The idea is that I won't have to flip the case around as much. The case is also technically over the weight limit of 12kg, but sometimes you just gotta be a reckless daredevil living on the edge. It's actually too small for the Fractal 7, (you need 42x24cm to cover the feet) but I had a shelf to put on the swivelbottom that works pretty well. Black fan screws because the ones that come with Arctic P140s are plain metal for some reason and that's not acceptable.Īt the casual suggestion of JayzTwoCents I bought what Americans call a lazy Susan, but I've decided to call a swivelbottom. Thermal Grizzly Krynoaut because I'm paranoid about CPU thermals.
#Inland premium 1tb diskmark zip#
Saw people talking about velcro earlier and maybe that'd be better, but too late, I've already got these small sidecutters and a bunch of zip ties. With AMD and Nvidia launches getting increasingly imminent, I've been preparing by buying a bunch of hopefully useful tool-like stuff. I'm considering buying a new paste and a new cooler, because apparently the cooler is damaged (with the substance) for good. But it's not a smell per se, and I can only feel it after a feel hours because it's the time it takes to intoxicate me? My guess is that this bad Arctic Silver spread into the heating metal in between the plates and I cannot clean it 100%, so the smell is always there. As weird as it sounds, I believe the the thermal paste might be intoxicating me? But even after switching to another old cooler master thermal paste I had, it hasn't stopped. Funny thing is, I only sense it after a few hours close to the PC, not straight away.

I started sensing this 'smell' so I reapplied it but the 'smell' still exists. The first.time I put it, I used far too much (it kind of spread out of the socket and greased the metal a bit). And she is very sensitive to smell.Īfter pondering about it for a while, I think it started.happening last time I switched the standard thermal paste that comes with the Ryzen 3600 stock cooler by an old tube of Arctic Silver 5. My GF cannot sense it every time I ask her.

The odd thing is, I'm the only one who feels it. What happens is that my nostrils kind of burn, like it's some chemical or something. It's not a burning smell per se, as something is actually burning. At first, I thought it was a burning smell because my nose was kind of 'burning', but it wasn't. Over the last couple of weeks, I started noticing an odd smell when using my PC. Most modern SATA SSDs have a difficult time writing more than 400 MB/s so it's not like the Inland NVMe 128GB is a step backwards compared to drives shipping today, but some older SATA SSDs can write sequential data a little faster.I'm having the weirdest issue I've ever seen. Sequential write performance scales up to 800 MB/s on the 256GB but only 400 MB/s on the 128GB. Sequential read performance comes to 1,500 MB/s and 1,300 MB/s. The Inland NVMe 256GB has a shallow performance drop off but the 128GB model steps over a cliff. The same drive also delivers up to 220,000 read and 150,000 write IOPS. The Inland NVMe 512GB tops the list with 1,550 MB/s sequential read and 950 MB/s sequential write speeds. Performance varies by size with the highest coming from the largest capacity. The Inland NVMe does come in 128GB, 256GB, and 512GB. There isn't a 1TB option at this time, so gamers looking for a large capacity, but budget-friendly, NVMe drive will have to look elsewhere.
#Inland premium 1tb diskmark professional#
Inland Professional is only courting a small portion of the market with this release.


Exercise requirements: Every record is to be duplicated exactly as it reads, without its images.

Data for processing:

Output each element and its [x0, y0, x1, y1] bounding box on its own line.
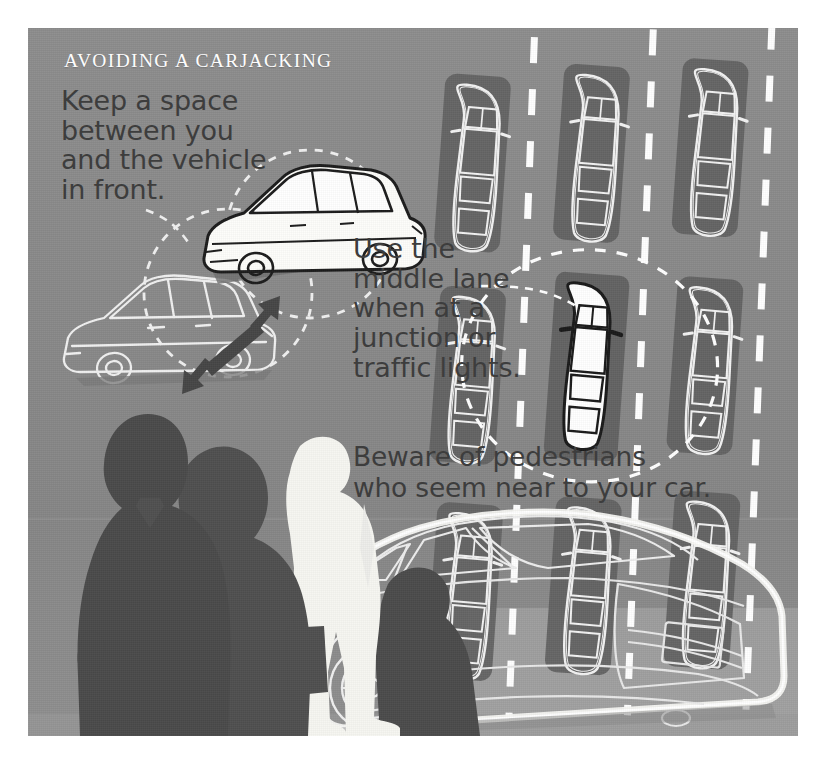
infographic-poster: AVOIDING A CARJACKING Keep a space betwe… — [0, 0, 826, 764]
page-title: AVOIDING A CARJACKING — [64, 50, 333, 72]
callout-beware-pedestrians: Beware of pedestrians who seem near to y… — [353, 441, 711, 504]
poster-panel: AVOIDING A CARJACKING Keep a space betwe… — [28, 28, 798, 736]
callout-keep-a-space: Keep a space between you and the vehicle… — [61, 86, 266, 205]
background-ground-strip — [28, 714, 798, 736]
callout-use-middle-lane: Use the middle lane when at a junction o… — [353, 234, 521, 382]
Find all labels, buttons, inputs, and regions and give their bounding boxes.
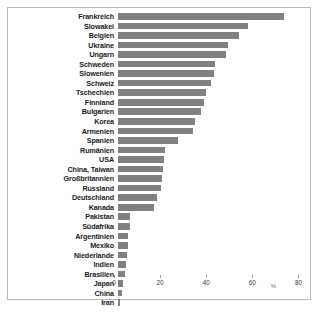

Your response:
Output each element and its [x0, y0, x1, y1] bounding box on its own line.
infographic-poster: AVOIDING A CARJACKING Keep a space betwe… — [0, 0, 826, 764]
page-title: AVOIDING A CARJACKING — [64, 50, 333, 72]
callout-beware-pedestrians: Beware of pedestrians who seem near to y… — [353, 441, 711, 504]
poster-panel: AVOIDING A CARJACKING Keep a space betwe… — [28, 28, 798, 736]
callout-keep-a-space: Keep a space between you and the vehicle… — [61, 86, 266, 205]
background-ground-strip — [28, 714, 798, 736]
callout-use-middle-lane: Use the middle lane when at a junction o… — [353, 234, 521, 382]
Find all labels, buttons, inputs, and regions and give their bounding boxes.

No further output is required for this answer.